Think of it this way. Imagine a husband and wife who have a long-standing conflict over the husband's binge drinking. He doesn't drink everyday, but on weekends or holidays or vacations or when there's a full moon, he might drink six or seven or thirteen beers in a night, much to the great distress of his spouse. After an especially bitter argument over this, the husband comes home one day after work with a dozen long-stem red roses. He gives his wife the flowers and pledges, "Never again." The wife is touched, they make up, and things go back to the way they were until the next incident. There's, of course, another big fight, and the next day hubby again comes home, but this time with reservations to the best restaurant in town. There's another pledge of sorrow and repentance, and while the making up takes a little longer, things eventually get back to normal. Normal, of course, means more of the same, and when the train once more jumps the track, there's a huge explosion. Tears, anger, shouting, kids screaming, dogs barking, it's a nightmare. The husband takes off in the car, and three days later he comes home, this time, though, not with flowers or dinner reservations, but rather a brand new diamond ring. Wow, it's gorgeous, but when he gives it to his wife, she throws it back in his face and she says, "Do you think I'm that stupid? Do you think you can buy me off with expensive gifts? I don't want your diamond ring. I want you, sober, and healthy, and well."

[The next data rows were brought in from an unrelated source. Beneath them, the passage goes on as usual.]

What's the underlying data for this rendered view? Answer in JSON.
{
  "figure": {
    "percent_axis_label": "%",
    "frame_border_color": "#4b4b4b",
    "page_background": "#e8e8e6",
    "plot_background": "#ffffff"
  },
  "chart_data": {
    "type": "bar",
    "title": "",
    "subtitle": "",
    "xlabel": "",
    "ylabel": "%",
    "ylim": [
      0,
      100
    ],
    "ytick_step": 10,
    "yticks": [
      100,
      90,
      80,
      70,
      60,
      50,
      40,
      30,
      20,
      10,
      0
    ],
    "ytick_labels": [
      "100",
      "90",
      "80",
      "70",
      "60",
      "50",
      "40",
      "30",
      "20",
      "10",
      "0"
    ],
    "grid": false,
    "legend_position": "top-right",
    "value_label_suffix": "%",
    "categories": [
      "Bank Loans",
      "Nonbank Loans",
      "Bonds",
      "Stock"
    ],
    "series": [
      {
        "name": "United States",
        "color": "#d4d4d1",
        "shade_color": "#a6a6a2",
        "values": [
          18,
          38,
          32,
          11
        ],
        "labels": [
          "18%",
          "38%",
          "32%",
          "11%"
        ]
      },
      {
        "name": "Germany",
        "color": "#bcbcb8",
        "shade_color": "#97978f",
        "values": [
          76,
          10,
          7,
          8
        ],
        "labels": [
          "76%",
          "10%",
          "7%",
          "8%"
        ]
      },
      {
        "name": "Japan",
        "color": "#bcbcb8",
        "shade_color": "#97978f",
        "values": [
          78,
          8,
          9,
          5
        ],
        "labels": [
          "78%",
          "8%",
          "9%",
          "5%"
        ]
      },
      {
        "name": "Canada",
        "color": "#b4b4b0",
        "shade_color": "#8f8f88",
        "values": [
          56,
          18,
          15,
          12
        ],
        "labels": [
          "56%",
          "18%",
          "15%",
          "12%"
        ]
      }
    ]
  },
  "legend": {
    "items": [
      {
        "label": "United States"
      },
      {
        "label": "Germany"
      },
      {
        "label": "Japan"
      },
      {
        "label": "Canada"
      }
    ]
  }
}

That's exactly the bombshell God drops in this morning's reading from Hosea. In the first part of our First Reading we hear Israel expressing its sorrow and remorse over their most recent faithlessness. Israel has once more gone traipsing after false gods and bowed down before the altars of the Canaanite god Baal. Now they're sorry and they want to make up. But God, speaking through the prophet, says, "Not so fast." According to Hosea, God rejects Israel's pleas for two reasons. One, God is not interested in any kind of on-again-off-again relationship. What God wants is our whole heart, our whole being, our whole lives. And that's not because God is so small and petty that God can't stand competition, but rather, it's only in and through steadfast love to God that we can know true happiness and fulfillment. This ties into the second reason God rejects Israel's crocodile tears. Israel assumes that God is like the phony gods and idols of her neighbors, who can be bought off with the blood of oxen or gifts of grain and wine. But God, our God, the God of Abraham, Isaac, and Jesus, this God will not be manipulated, whether by our personal sacrifices or by our prayers and sacraments. God will not be reduced to a pocket-sized deity, but instead, lives and reigns over us and all creation, thank God. That's the meaning behind the words, "I desire steadfast love and not sacrifice, the knowledge of God rather than burnt offerings."

This past spring the New Testament scholar Krister Stendahl passed away after a long and distinguished career, including a stint as the Bishop of Stockholm. I remember him for some advice he once passed along on in an essay I first read many years ago. Stendahl wrote that if ever we're seized with some desire to do something great or noble for God, whether out of gratitude for blessing or out of remorse for sin, we should first immediately lay down, take a long nap, and try our best to get over it. His point being: God doesn't need anything from us. God is none the greater for our offerings and sacrifices. And since we have been, through Jesus Christ, made right with God and covered in his grace, our desires to make up with God are ill-founded and occasionally dangerous. But God is glorified when we offer our gifts and talents in the service of those Jesus called "the least of our brothers and sisters." Because it's mercy, not sacrifice, that God desires, and that's probably why in the Gospel of Matthew Jesus quotes this word from Hosea not once, but twice.

In the Name of the Father, and of the + Son, and of the Holy Spirit. Amen.